How Much Iodine You Actually Need
The recommended daily intake depends on your age and life stage:
- Children ages 1 to 8: 90 mcg
- Children ages 9 to 13: 120 mcg
- Teens and adults (14+): 150 mcg
- Pregnant women: 220 mcg
- Breastfeeding women: 290 mcg
For a pregnant woman, meeting 220 mcg from iodized salt alone would require just over three-quarters of a teaspoon daily, not accounting for cooking losses. In practice, most people get iodine from a mix of salt, dairy products, bread, and seafood, so salt doesn’t need to do all the work.
Cooking Destroys More Than You’d Expect
Adding iodized salt to food while cooking doesn’t deliver the full amount listed on the package. Heat, water, and fat all cause iodine to break down or leach out.
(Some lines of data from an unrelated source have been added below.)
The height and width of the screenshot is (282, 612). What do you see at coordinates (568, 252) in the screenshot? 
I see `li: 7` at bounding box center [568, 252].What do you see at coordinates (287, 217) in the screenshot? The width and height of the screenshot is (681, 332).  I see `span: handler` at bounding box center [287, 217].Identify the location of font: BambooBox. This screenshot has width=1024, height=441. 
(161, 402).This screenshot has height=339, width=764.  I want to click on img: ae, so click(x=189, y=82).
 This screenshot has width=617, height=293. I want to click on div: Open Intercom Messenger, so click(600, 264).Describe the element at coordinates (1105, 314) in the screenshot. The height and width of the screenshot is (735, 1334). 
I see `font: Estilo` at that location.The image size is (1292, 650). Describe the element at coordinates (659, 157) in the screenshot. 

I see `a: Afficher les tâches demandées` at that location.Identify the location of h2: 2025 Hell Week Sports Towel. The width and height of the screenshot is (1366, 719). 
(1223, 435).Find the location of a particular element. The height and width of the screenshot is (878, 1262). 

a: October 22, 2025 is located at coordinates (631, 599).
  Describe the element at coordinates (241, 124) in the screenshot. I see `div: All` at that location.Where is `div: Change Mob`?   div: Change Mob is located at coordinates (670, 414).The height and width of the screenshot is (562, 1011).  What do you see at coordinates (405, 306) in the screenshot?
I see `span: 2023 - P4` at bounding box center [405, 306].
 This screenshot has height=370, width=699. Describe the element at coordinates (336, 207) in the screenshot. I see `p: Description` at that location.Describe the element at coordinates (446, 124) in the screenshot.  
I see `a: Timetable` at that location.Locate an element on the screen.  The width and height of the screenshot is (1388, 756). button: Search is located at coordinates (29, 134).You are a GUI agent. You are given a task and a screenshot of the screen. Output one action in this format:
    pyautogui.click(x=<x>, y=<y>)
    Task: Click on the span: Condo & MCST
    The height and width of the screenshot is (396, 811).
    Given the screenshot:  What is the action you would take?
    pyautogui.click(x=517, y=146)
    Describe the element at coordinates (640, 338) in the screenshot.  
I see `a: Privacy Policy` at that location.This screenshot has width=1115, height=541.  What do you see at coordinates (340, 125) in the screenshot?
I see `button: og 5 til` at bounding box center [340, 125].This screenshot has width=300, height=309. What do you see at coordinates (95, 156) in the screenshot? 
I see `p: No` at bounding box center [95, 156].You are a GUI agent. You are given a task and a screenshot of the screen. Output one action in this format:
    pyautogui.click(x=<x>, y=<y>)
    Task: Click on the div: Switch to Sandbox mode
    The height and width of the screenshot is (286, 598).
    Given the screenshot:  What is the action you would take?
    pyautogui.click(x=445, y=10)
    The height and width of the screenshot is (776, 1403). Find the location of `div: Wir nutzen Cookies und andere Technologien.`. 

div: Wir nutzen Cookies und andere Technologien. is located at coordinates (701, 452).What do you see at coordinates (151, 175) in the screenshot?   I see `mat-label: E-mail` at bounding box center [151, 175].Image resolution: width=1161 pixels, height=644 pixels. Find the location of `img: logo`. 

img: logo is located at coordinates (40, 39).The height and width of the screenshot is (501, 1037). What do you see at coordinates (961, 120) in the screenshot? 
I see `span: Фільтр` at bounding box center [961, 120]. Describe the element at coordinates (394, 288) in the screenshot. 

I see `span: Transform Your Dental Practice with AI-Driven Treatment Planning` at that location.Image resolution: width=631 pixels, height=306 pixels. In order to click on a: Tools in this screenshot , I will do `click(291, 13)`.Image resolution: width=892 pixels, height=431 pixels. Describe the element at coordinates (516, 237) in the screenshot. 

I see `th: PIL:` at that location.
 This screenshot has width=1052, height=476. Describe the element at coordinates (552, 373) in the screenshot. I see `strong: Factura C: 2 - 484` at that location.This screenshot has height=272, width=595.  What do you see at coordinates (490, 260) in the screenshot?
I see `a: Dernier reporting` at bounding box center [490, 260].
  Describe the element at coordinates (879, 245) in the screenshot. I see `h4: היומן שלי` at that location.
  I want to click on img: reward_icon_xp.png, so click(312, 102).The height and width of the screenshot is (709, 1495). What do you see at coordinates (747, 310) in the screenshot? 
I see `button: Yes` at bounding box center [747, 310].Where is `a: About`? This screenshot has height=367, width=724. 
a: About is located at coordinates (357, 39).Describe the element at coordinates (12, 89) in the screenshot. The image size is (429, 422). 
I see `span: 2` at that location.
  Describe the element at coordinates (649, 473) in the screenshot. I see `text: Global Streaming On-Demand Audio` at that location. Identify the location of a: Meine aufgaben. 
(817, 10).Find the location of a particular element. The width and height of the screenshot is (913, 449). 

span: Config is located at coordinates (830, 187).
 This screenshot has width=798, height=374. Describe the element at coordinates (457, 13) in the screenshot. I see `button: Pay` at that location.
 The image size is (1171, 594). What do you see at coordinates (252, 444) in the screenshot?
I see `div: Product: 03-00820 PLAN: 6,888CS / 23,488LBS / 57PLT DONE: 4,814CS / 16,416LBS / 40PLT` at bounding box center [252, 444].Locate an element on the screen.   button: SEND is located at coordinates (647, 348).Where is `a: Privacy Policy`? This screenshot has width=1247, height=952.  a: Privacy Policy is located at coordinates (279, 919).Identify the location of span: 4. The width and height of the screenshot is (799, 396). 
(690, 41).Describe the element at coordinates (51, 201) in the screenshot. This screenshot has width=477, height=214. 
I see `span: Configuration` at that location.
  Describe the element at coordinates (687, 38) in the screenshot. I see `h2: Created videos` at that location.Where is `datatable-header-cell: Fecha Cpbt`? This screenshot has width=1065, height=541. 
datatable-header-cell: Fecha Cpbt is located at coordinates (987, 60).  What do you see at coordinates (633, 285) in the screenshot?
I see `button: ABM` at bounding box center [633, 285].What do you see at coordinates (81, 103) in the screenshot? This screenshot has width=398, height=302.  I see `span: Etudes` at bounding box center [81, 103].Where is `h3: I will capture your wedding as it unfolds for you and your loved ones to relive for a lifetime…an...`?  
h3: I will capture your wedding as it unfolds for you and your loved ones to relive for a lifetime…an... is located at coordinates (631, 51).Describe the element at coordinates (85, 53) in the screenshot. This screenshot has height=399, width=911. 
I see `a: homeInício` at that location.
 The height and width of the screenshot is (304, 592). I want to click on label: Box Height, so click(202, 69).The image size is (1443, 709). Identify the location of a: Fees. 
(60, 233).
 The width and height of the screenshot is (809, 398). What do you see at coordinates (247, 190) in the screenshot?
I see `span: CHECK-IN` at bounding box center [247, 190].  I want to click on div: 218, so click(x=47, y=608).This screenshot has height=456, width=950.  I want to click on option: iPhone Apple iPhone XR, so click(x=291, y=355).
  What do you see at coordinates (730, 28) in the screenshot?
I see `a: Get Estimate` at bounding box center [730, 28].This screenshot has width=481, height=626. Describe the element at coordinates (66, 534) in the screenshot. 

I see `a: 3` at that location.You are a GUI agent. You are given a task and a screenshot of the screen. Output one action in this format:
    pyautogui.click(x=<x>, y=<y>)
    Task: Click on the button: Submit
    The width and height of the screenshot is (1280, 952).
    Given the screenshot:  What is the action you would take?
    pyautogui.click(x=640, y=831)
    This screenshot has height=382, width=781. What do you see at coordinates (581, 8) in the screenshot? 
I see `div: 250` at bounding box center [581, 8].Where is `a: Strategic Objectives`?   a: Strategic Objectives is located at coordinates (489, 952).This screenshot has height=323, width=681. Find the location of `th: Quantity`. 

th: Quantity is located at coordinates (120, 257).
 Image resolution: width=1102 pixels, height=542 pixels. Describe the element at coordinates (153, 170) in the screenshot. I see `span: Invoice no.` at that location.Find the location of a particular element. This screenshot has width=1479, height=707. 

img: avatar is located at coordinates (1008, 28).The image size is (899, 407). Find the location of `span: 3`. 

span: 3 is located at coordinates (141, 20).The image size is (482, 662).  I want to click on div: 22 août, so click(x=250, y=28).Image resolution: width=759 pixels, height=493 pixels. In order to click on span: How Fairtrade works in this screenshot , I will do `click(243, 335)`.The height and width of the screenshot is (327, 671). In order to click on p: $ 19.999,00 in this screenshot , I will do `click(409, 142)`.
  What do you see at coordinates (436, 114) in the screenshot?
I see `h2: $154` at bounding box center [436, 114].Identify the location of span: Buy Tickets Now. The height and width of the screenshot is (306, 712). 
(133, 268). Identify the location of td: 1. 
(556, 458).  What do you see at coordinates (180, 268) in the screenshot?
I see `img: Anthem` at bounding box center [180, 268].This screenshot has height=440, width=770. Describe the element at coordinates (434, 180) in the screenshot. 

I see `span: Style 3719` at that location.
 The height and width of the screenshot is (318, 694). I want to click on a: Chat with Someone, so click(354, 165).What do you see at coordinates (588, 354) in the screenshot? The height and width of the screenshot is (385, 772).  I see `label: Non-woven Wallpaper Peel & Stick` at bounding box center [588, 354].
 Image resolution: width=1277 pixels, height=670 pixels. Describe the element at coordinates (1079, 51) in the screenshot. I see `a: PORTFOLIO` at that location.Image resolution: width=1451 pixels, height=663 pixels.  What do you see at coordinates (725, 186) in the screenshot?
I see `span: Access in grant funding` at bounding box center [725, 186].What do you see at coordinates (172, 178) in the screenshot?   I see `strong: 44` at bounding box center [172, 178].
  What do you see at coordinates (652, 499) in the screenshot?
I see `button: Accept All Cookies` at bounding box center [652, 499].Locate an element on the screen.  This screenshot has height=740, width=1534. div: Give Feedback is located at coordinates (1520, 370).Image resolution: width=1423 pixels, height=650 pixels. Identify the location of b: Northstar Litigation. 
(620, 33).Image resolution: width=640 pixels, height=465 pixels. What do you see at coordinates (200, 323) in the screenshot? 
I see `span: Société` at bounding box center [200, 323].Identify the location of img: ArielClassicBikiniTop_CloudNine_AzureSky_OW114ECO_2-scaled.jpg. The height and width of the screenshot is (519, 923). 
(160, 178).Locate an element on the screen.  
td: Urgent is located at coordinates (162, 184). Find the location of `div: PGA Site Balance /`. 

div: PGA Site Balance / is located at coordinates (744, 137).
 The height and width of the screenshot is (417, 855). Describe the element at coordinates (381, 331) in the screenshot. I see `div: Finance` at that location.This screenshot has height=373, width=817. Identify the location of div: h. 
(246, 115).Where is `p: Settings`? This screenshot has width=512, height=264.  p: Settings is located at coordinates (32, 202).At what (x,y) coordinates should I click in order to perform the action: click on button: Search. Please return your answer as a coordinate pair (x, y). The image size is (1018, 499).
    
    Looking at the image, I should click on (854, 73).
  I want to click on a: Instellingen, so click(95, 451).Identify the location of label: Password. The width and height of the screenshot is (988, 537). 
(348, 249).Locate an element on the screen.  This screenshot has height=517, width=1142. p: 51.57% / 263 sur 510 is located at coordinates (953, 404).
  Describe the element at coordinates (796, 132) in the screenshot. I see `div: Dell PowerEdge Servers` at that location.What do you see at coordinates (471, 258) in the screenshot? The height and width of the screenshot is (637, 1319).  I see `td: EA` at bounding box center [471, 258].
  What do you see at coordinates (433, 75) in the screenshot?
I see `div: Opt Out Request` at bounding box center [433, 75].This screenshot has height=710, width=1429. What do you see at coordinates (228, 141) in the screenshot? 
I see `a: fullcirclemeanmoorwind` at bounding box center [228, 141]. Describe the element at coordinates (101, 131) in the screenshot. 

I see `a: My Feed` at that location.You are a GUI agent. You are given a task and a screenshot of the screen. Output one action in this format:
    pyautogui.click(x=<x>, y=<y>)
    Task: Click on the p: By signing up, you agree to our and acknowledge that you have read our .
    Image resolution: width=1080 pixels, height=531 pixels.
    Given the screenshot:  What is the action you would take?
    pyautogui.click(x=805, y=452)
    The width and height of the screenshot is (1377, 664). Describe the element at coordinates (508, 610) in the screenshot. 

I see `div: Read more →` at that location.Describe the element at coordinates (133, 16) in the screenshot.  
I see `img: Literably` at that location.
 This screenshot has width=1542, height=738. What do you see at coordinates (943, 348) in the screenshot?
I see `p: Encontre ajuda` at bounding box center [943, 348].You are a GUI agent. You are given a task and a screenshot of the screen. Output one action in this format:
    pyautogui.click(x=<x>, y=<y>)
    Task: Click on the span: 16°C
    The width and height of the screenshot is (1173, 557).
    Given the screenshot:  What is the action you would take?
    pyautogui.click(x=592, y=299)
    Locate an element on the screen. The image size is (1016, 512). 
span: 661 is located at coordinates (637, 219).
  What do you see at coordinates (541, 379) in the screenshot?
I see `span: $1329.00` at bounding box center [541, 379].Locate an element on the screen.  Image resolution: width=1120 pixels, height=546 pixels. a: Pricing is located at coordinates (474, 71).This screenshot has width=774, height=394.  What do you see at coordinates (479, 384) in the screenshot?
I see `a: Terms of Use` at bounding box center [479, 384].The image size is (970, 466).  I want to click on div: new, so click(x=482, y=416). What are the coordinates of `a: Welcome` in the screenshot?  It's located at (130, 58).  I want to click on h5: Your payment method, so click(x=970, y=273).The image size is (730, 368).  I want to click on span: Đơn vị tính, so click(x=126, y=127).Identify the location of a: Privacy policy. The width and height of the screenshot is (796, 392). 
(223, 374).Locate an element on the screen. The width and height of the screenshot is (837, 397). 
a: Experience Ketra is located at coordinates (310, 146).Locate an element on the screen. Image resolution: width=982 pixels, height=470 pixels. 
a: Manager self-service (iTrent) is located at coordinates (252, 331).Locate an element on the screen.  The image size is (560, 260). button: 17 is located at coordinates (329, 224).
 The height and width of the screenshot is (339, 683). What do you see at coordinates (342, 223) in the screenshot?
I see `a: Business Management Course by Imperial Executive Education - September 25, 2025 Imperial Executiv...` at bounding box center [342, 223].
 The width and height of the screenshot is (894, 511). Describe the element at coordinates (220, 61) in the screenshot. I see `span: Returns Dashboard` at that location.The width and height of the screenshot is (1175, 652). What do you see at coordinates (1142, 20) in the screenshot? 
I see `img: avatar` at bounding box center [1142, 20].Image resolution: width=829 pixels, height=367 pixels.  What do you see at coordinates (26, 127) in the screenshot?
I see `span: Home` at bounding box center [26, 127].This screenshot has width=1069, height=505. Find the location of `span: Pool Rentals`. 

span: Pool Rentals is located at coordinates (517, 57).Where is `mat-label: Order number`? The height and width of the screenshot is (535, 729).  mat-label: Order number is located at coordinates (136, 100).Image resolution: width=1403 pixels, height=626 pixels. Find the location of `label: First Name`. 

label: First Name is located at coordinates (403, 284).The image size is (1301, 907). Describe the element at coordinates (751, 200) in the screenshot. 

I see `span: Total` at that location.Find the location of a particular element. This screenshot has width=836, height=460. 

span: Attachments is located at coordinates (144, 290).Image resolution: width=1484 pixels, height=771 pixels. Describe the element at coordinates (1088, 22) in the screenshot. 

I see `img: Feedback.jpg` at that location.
The World Health Organization has estimated roughly a 20% loss through typical cooking, but actual studies paint a wider range.
A large analysis of Indian cooking methods found that on average, about 60% of iodine survived the cooking process. The best retention came from pressure cooking, which preserved around 82% of the iodine. Shallow frying in oil was the worst, keeping only about 52%. Steaming falls somewhere in between, with roughly 68 to 80% retention depending on the food. Some studies on specific preparations have documented losses as high as 70%.
The practical takeaway: if you’re relying on salt added during cooking as your main iodine source, you’re absorbing meaningfully less than the label suggests. Sprinkling iodized salt on finished food delivers more of the iodine intact.
Iodine Loss During Storage
Iodine also disappears while the salt sits in your pantry. A study tracking iodine levels over six weeks found that salt stored in plastic bags lost 16 to 30.5% of its iodine content. Glass and plastic jars with lids performed better, with losses between 6 and 20%. The difference comes down to air exposure: iodine (particularly potassium iodide) slowly evaporates, and less airtight containers accelerate the process.
Humidity and heat make it worse. Storing your salt in a sealed container in a cool, dry spot preserves more of its iodine. If your iodized salt has been sitting open near the stove for months, its iodine content may be substantially lower than what the label states.
The Upper Limit for Safety
More iodine isn’t better. The tolerable upper limit for adults is 1,100 mcg per day. Going above that regularly can cause thyroid dysfunction, either overactivity or underactivity. You’d need to eat roughly 15 to 24 grams of iodized salt in a day to hit that ceiling from salt alone, which is far more than anyone would use. The real risk of excess comes from iodine supplements or kelp products, not from table salt.
The American Thyroid Association specifically advises against taking iodine or kelp supplements exceeding 500 mcg daily. Infants, older adults, pregnant women, and anyone with existing thyroid conditions are especially sensitive to excess iodine. During pregnancy and lactation, some guidelines set the upper limit as low as 500 mcg.
Putting the Numbers Together
Here’s a realistic scenario for a typical adult. You use about half a teaspoon of iodized salt throughout the day, split between cooking and finishing. That salt starts with roughly 140 mcg of iodine. Storage has already reduced it by 10 to 20%, bringing you to somewhere around 112 to 126 mcg. Cooking losses take another 20 to 48% off the portion added to hot food. Depending on your cooking method and how much salt you add before versus after cooking, you might absorb anywhere from 80 to 120 mcg from that salt.
That gets you partway to the 150 mcg goal, with the rest easily covered by a glass of milk (about 56 mcg), an egg (about 26 mcg), or a serving of fish. If you use only non-iodized salt and don’t eat dairy or seafood, you could genuinely come up short. This is especially relevant for people following vegan diets or living in regions where iodine isn’t added to the food supply.